Backrooms had its theatrical run beginning May 29, 2026. As an A24 release, the film will follow the studio's distribution pipeline: theatrical, followed by digital and VOD, and then streaming. A24 releases typically land on Apple TV+ for streaming.

With InfinityTV, you can access Apple TV+ content alongside all the other major streaming platforms in one app, so when Backrooms arrives on streaming, it is available in the same library as your entire watch list. No switching apps, no managing separate subscriptions.

  1. Go to the InfinityTV plans page and choose your subscription.
  2. Receive your login credentials instantly after payment.
  3. Install IBO Player or TiviMate on your Fire TV Stick, Smart TV, Android box, or Apple TV.
  4. Search for Backrooms in the VOD library once it is available on streaming.
  5. Stream in 4K for the complete visual impact Parsons intended — the fluorescent-lit corridors and the deep shadows of the spaces are far more effective at full resolution.

InfinityTV's 22,000+ live TV channels and 150,000+ Movies & Series library with 99.9% uptime means your streaming stays consistent, and 24/7 WhatsApp support is available for any setup question.

Why Backrooms is a landmark horror film

Backrooms is the most commercially successful film to date that originated entirely from internet mythology rather than existing literary, film, or television IP. Parsons demonstrates that the creative ecosystem of online video and forum-built worldbuilding can produce filmmakers with the vision and technical skill to compete at the highest level of theatrical cinema.

For horror fans, it represents a genuinely new subgenre: liminal horror, the existential dread of familiar places made wrong, rendered at A24's level of production quality. For cinema fans broadly, it is the arrival of a significant new directorial voice.

For more of the year's best films, see our top movies to watch 2026 and watch new movies 2026 guides. If you are a horror fan setting up for the best possible experience, check our best IPTV for Firestick guide to ensure your hardware is ready.

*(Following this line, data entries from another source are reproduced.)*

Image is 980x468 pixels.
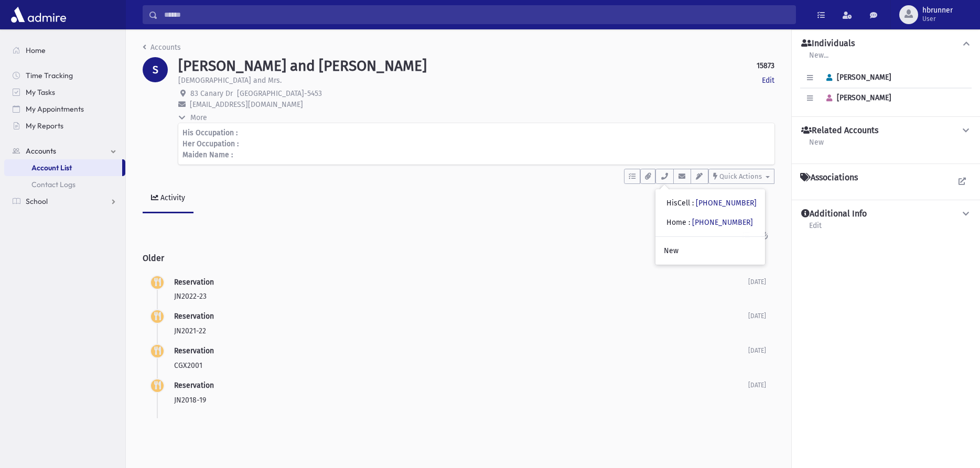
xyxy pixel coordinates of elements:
[182,140,238,148] strong: Her Occupation :
[174,291,748,302] p: JN2022-23
[4,84,126,101] a: My Tasks
[178,57,427,75] h1: [PERSON_NAME] and [PERSON_NAME]
[158,194,185,202] div: Activity
[808,220,822,238] a: Edit
[801,38,854,49] h4: Individuals
[190,89,233,98] span: 83 Canary Dr
[688,218,690,227] span: :
[143,57,168,82] div: S
[174,346,214,356] span: Reservation
[158,5,796,24] input: Search
[923,15,953,23] span: User
[800,38,971,49] button: Individuals
[801,126,879,136] h4: Related Accounts
[237,89,322,98] span: [GEOGRAPHIC_DATA]-5453
[4,118,126,134] a: My Reports
[4,143,126,160] a: Accounts
[4,160,122,176] a: Account List
[174,381,214,390] span: Reservation
[182,128,238,138] strong: His Occupation :
[143,43,181,52] a: Accounts
[692,218,753,227] a: [PHONE_NUMBER]
[4,101,126,118] a: My Appointments
[800,172,858,183] h4: Associations
[143,42,181,57] nav: breadcrumb
[4,193,126,210] a: School
[25,146,56,156] span: Accounts
[666,217,753,228] div: Home
[25,197,47,206] span: School
[174,395,748,406] p: JN2018-19
[656,241,765,260] a: New
[25,87,55,97] span: My Tasks
[696,199,756,208] a: [PHONE_NUMBER]
[4,67,126,84] a: Time Tracking
[4,176,126,193] a: Contact Logs
[923,6,953,15] span: hbrunner
[692,199,694,208] span: :
[748,347,766,355] span: [DATE]
[31,163,72,172] span: Account List
[9,4,69,25] img: AdmirePro
[800,126,971,136] button: Related Accounts
[174,278,214,287] span: Reservation
[25,121,63,131] span: My Reports
[190,113,207,122] span: More
[720,172,762,180] span: Quick Actions
[25,104,84,113] span: My Appointments
[174,312,214,321] span: Reservation
[708,169,774,184] button: Quick Actions
[808,136,824,155] a: New
[190,100,303,109] span: [EMAIL_ADDRESS][DOMAIN_NAME]
[182,150,233,160] strong: Maiden Name :
[31,180,75,190] span: Contact Logs
[143,184,194,214] a: Activity
[762,75,774,86] a: Edit
[25,71,73,80] span: Time Tracking
[748,312,766,320] span: [DATE]
[748,278,766,286] span: [DATE]
[808,49,829,68] a: New...
[178,75,282,86] p: [DEMOGRAPHIC_DATA] and Mrs.
[25,45,45,55] span: Home
[174,326,748,336] p: JN2021-22
[143,245,774,272] h2: Older
[756,60,774,71] strong: 15873
[801,209,867,220] h4: Additional Info
[748,382,766,389] span: [DATE]
[822,73,891,82] span: [PERSON_NAME]
[666,198,756,209] div: HisCell
[4,42,126,59] a: Home
[822,93,891,102] span: [PERSON_NAME]
[178,112,208,124] button: More
[800,209,971,220] button: Additional Info
[174,361,748,371] p: CGX2001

Frequently asked questions

What is the Backrooms movie about?

Backrooms (2026) follows a furniture store owner (Chiwetel Ejiofor) and his therapist (Renate Reinsve) who discover that the store's basement leads to a dimension of seemingly infinite liminal spaces — empty corridors, hallways, and rooms that are familiar but wrong. The film is directed by Kane Parsons, based on his Backrooms web series and the original "Backrooms" internet creepypasta.

Is Backrooms really A24's highest-grossing film?

Yes. As of its theatrical run in mid-2026, Backrooms has grossed $277.5 million worldwide, making it the highest-grossing film in A24's history. More details are available on its IMDb page.

Who directed Backrooms?

Kane Parsons, known online as "Kane Pixels," directed Backrooms in his feature-length debut. He is the youngest filmmaker to have reached number one at the US box office.

Where can I stream Backrooms?

As an A24 release, Backrooms will follow A24's streaming distribution path, typically landing on Apple TV+ after its theatrical and VOD window. With InfinityTV's 150,000+ Movies & Series library, you can stream it in 4K in one convenient app. View InfinityTV plans to get started.

Is Backrooms based on a true story?

No. Backrooms is based on the "Backrooms" internet creepypasta, which originated as a viral image and text post in 2019 and grew into an elaborate community-built mythology. Kane Parsons' web series expanded the mythology with found-footage videos, and the film expands it further with a narrative feature.